The End of Louis XV's Reign

Louis XV's final years witnessed the complete collapse of royal authority and prestige. The king, aged and unpopular, retreated into private pleasures while crises multiplied. Madame du Barry's influence symbolized the regime's decadence—a former prostitute effectively governing France. The parlements' triumph over Maupeou's reforms demonstrated royal impotence. Foreign policy failures and financial crisis completed the monarchy's discredit.

The king's death from smallpox (May 10, 1774) occasioned little mourning. His rushed burial at Saint-Denis, conducted at night to avoid demonstrations, contrasted sharply with the elaborate obsequies of earlier monarchs. Parisians celebrated, as they had at Louis XIV's death, but with greater bitterness. Popular songs mocked the dead king's vices and failures. The monarchy that had seemed divinely ordained increasingly appeared a corrupt human institution.
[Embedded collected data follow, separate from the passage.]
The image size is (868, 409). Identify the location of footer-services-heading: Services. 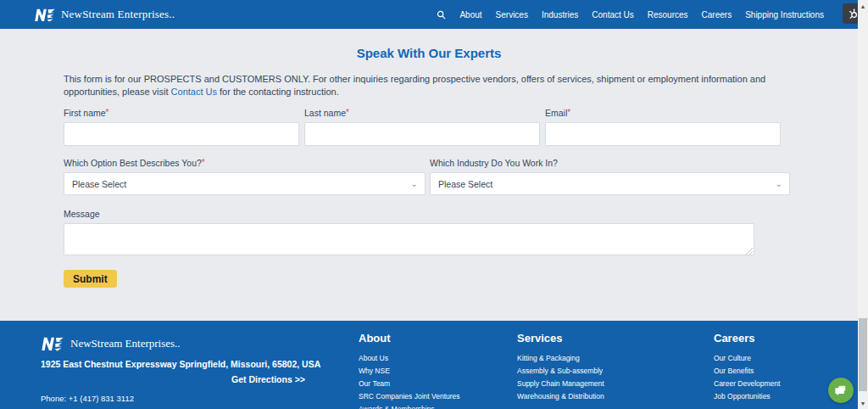
(561, 338).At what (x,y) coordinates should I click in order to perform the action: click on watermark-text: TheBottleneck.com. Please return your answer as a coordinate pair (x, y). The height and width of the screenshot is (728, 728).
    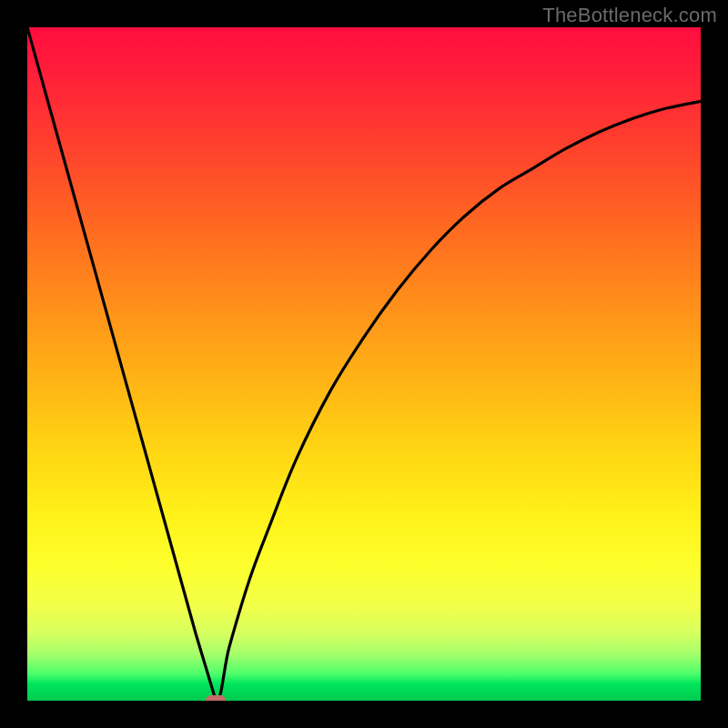
    Looking at the image, I should click on (630, 15).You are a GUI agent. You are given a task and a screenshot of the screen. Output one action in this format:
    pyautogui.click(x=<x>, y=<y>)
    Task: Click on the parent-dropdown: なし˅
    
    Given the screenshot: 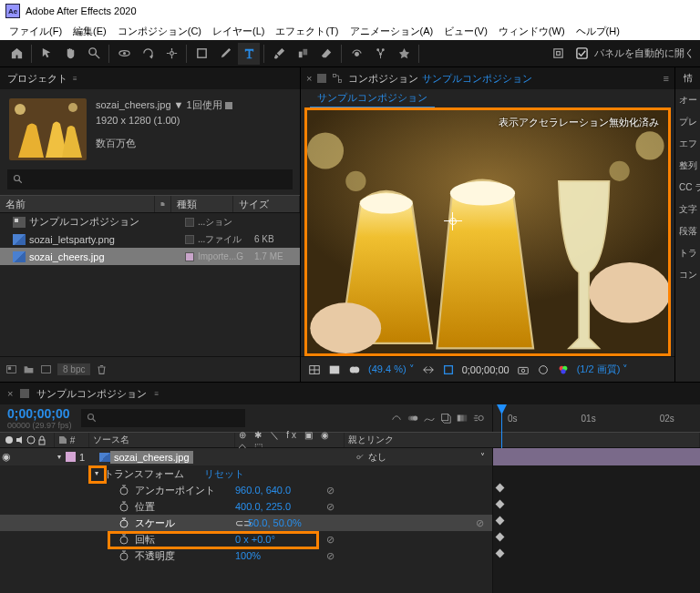 What is the action you would take?
    pyautogui.click(x=420, y=457)
    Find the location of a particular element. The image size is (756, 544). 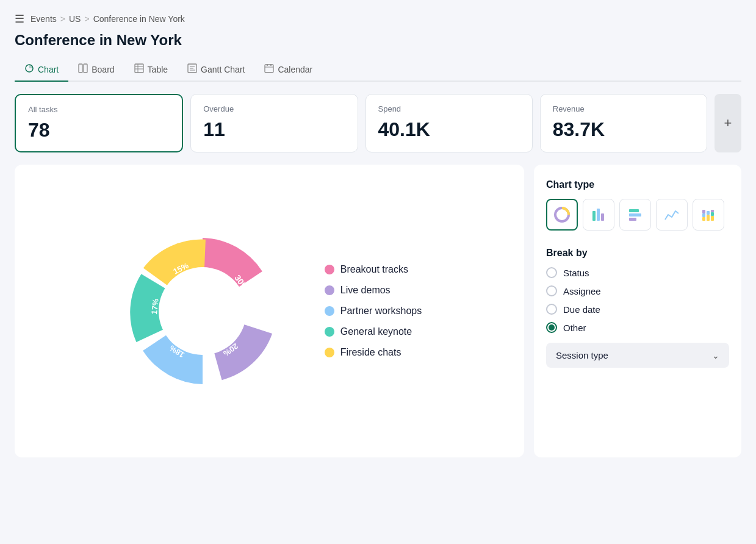

stat-revenue: Revenue 83.7K is located at coordinates (624, 123). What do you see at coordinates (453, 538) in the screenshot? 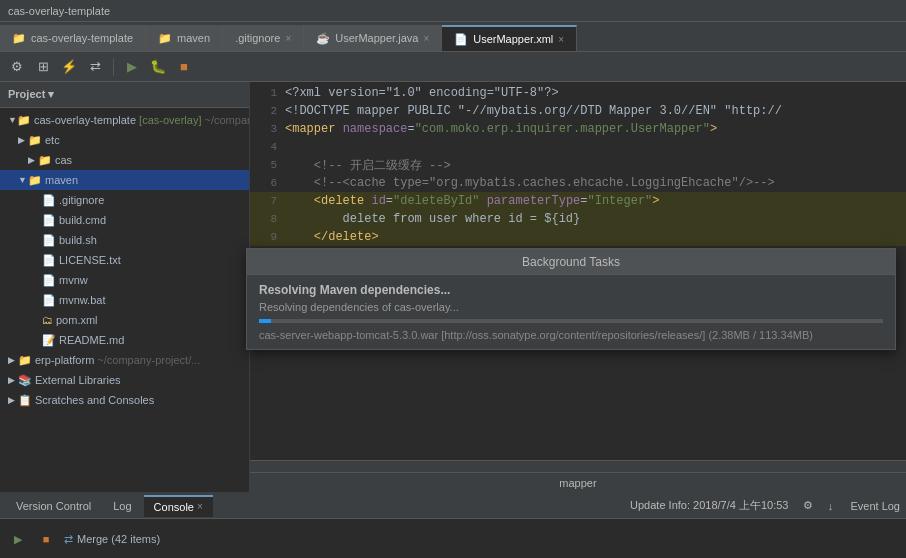
I see `bottom-content: ▶ ■ ⇄ Merge (42 items)` at bounding box center [453, 538].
Louis XV's legacy was almost entirely negative. He left crushing debts, a discredited government, and widespread cynicism about royal authority. His reign demonstrated that mediocre kings could not operate the absolutist system, which required exceptional dedication and ability. His failure to produce reforms that might have saved the monarchy stemmed partly from personal weakness but mainly from structural obstacles that defeated abler rulers. The Old Regime's contradictions had become irreconcilable.